Viewed at the Festival de Cannes 2010
Protektor was the Czech Republic's official submission to 82nd Academy Award's Foreign Language in 2010. It didn't win.
Okay, if you want to know the plot go read the IMDb summary, that's what it's for. But if you can't be bothered: Czech radio journalist Emil starts to collaborate with the Nazis to protect his Jewish actress wife, Vera.
But Protektor is no Schindler's List and on the scale of Holocaust-themed films it comes way down, being essentially a relationship drama. His career takes off and hers, well, is over and if she's not careful, so is her life. But the unforgivable flaw with the film is that there is no tension here, no atmosphere. Everything unfurls in a drawn out and typically central European narrative manner. The film is simply flat and dull.
To make matters worse is the character of Vera, who is, quite simply, a preening and self- obsessed egomaniac. Don't think for a moment I'm saying she deserves what she gets because she is Jewish. But she does deserve everything she gets she embarks, among other things, on a highly visible and dangerous affair and then adopts on a course of behaviour that is quite literally suicidal. It is impossible to like or even sympathise with such an unpleasant individual.
Protektor wants to examine how people react under such circumstances but it fails with Emil too. The character is never properly defined. Does the film wish to say that many people also drifted into collaboration as opposed to embracing the enemy with love at first sight? I suppose so, but the director busks around the subject in such a way that his intent is never clear.
Visually, in terms of sets and costumes, camera-work and lighting, Protektor looks great. But unless you're a completist or fan of Central European cinema, or just want to see why the Czech Republic didn't take home the Academy Award, there's no real reason to see this film.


In the copy, include no pictures. Reproduce the rest of the entries exactly.

**Given entries:**
[Start of section]

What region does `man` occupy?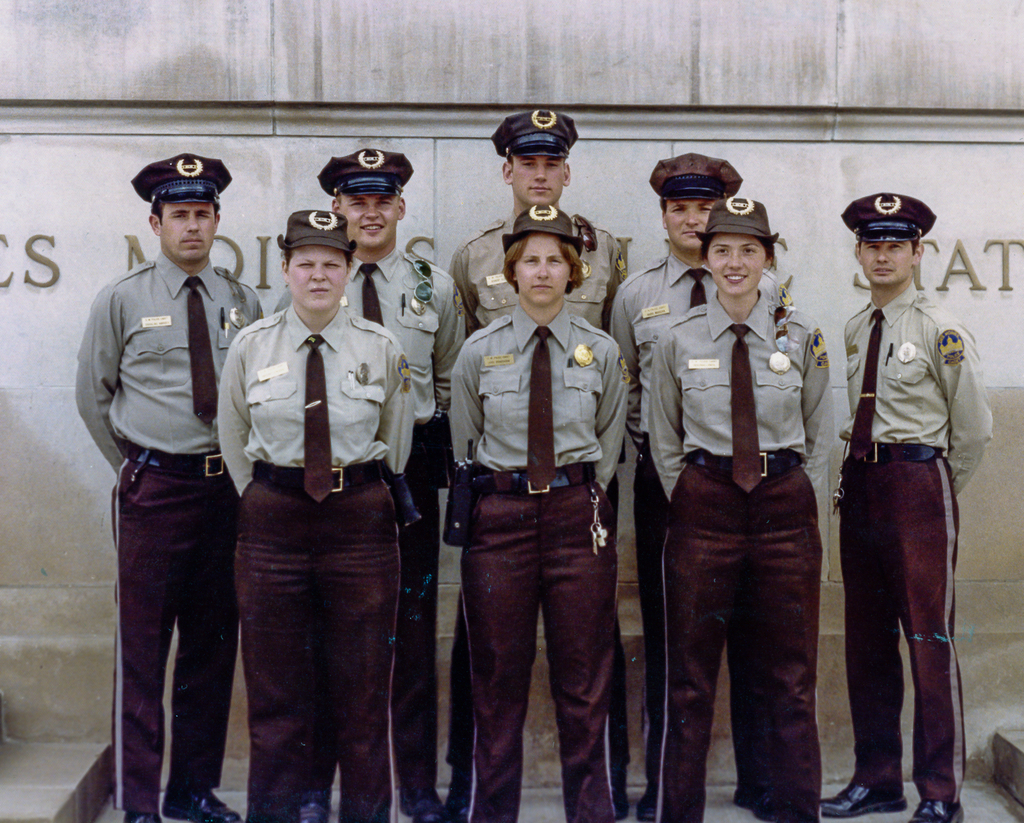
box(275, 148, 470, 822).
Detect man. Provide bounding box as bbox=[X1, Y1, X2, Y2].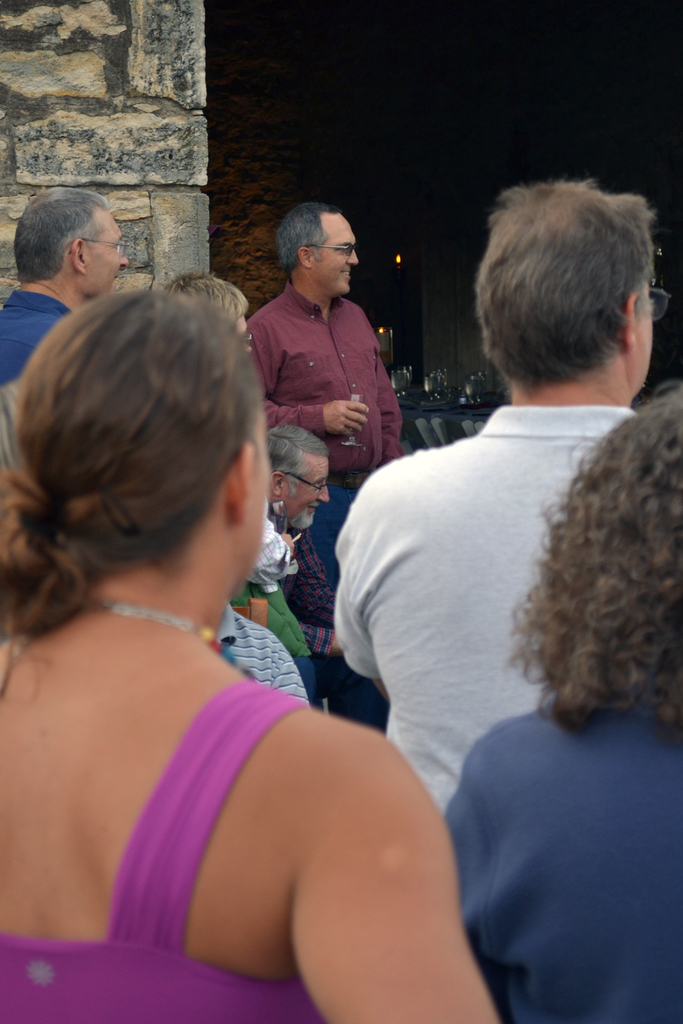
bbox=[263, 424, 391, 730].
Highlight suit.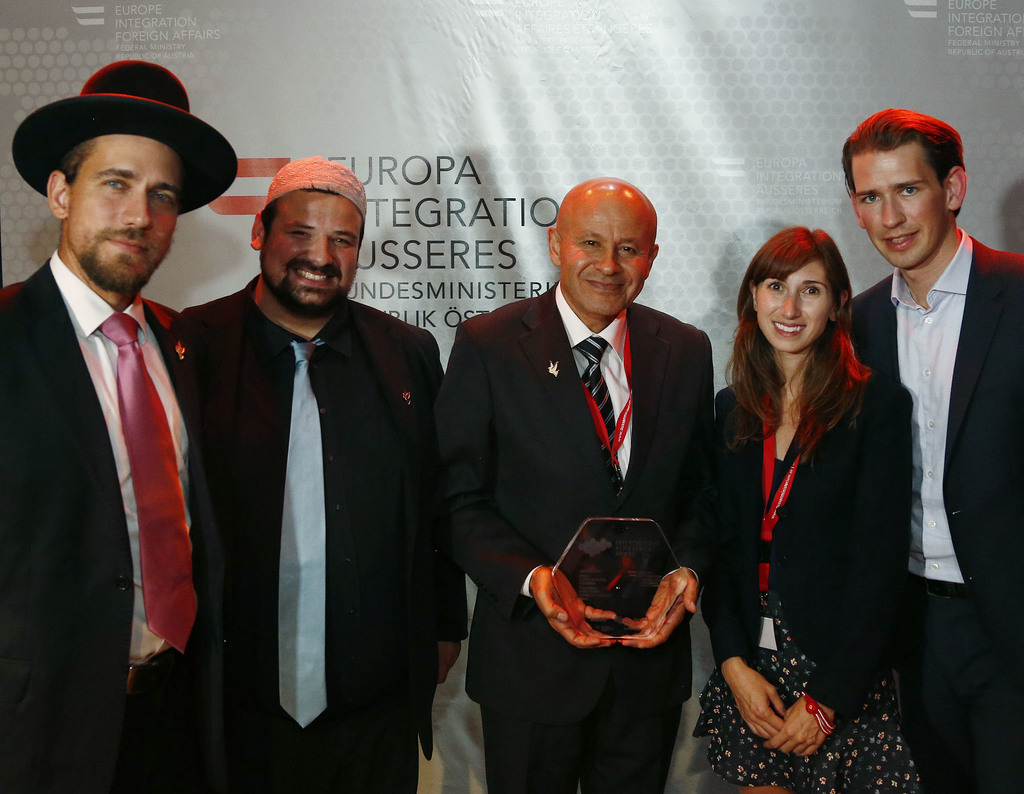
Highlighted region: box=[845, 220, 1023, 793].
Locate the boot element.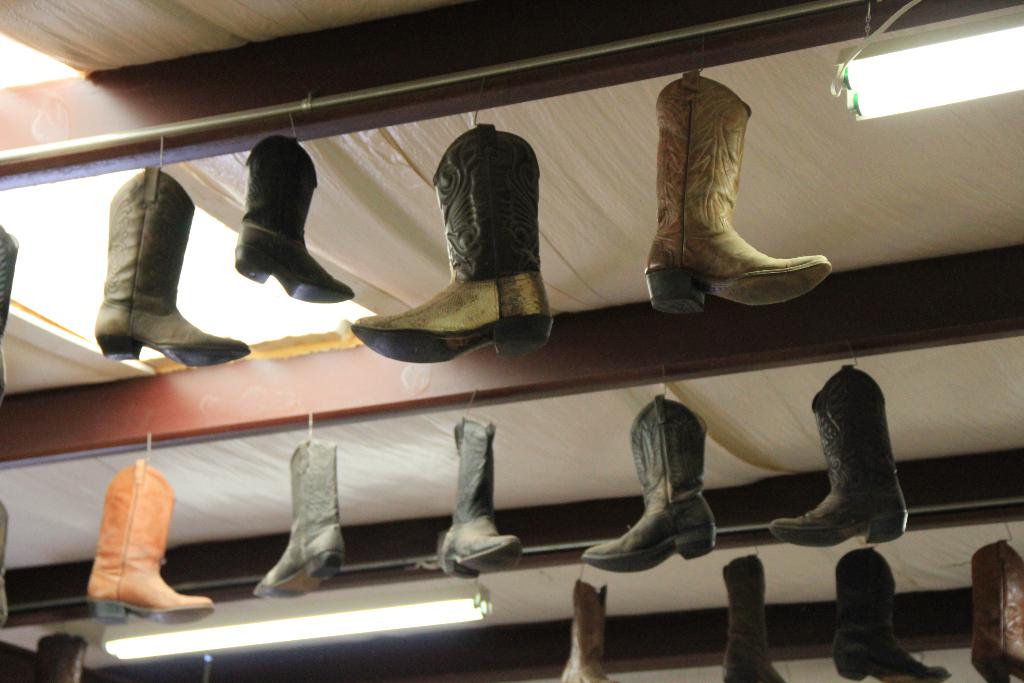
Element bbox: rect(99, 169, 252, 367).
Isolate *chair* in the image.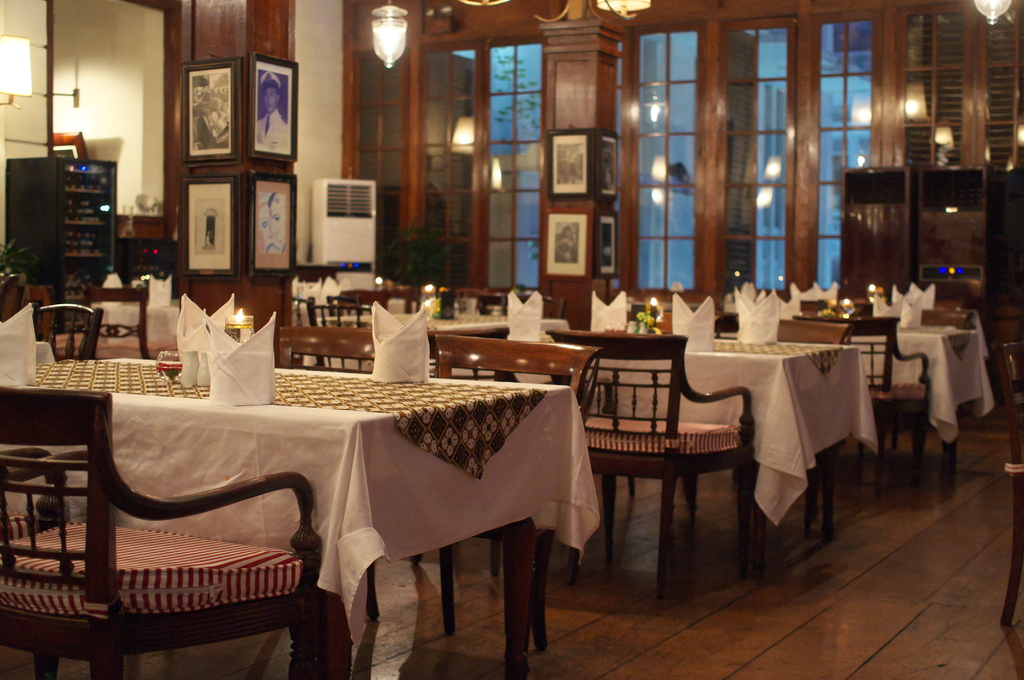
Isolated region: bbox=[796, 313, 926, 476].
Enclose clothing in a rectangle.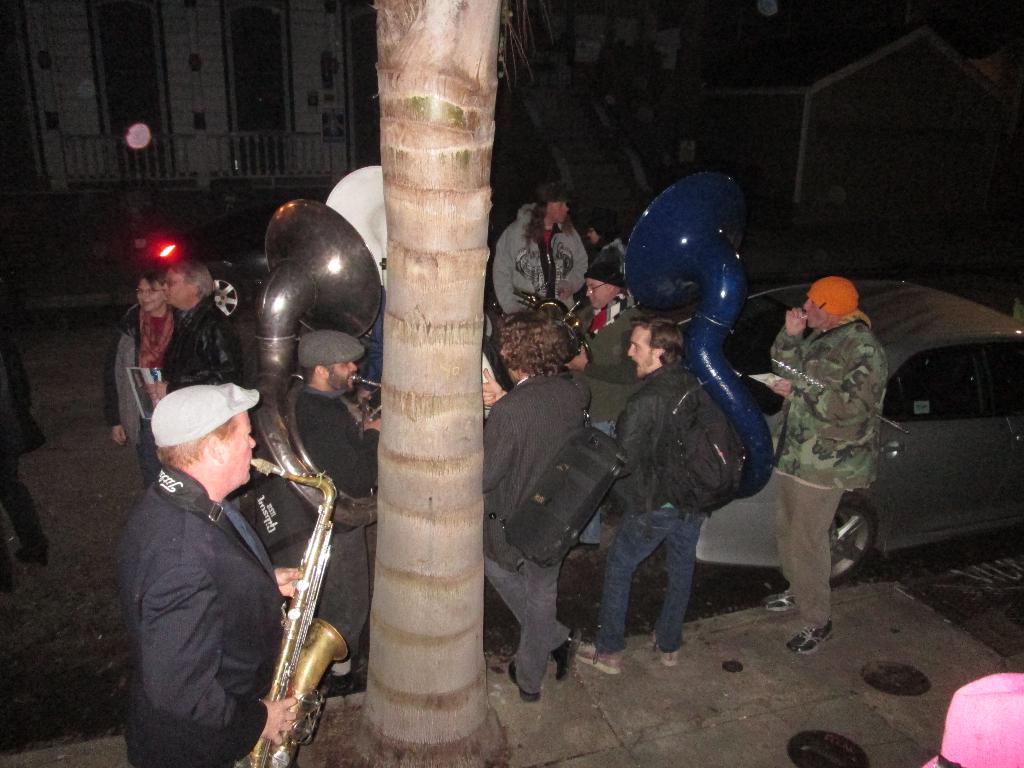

[End of section]

**Exercise result:**
What region does `man` occupy?
box(275, 148, 470, 822).
Detect man. Provide bounding box as bbox=[X1, Y1, X2, Y2].
bbox=[263, 424, 391, 730].
Highlight suit.
Highlighted region: box=[845, 220, 1023, 793].
Locate the boot element.
Element bbox: rect(99, 169, 252, 367).
Isolate *chair* in the image.
Isolated region: bbox=[796, 313, 926, 476].
Enclose clothing in a rectangle.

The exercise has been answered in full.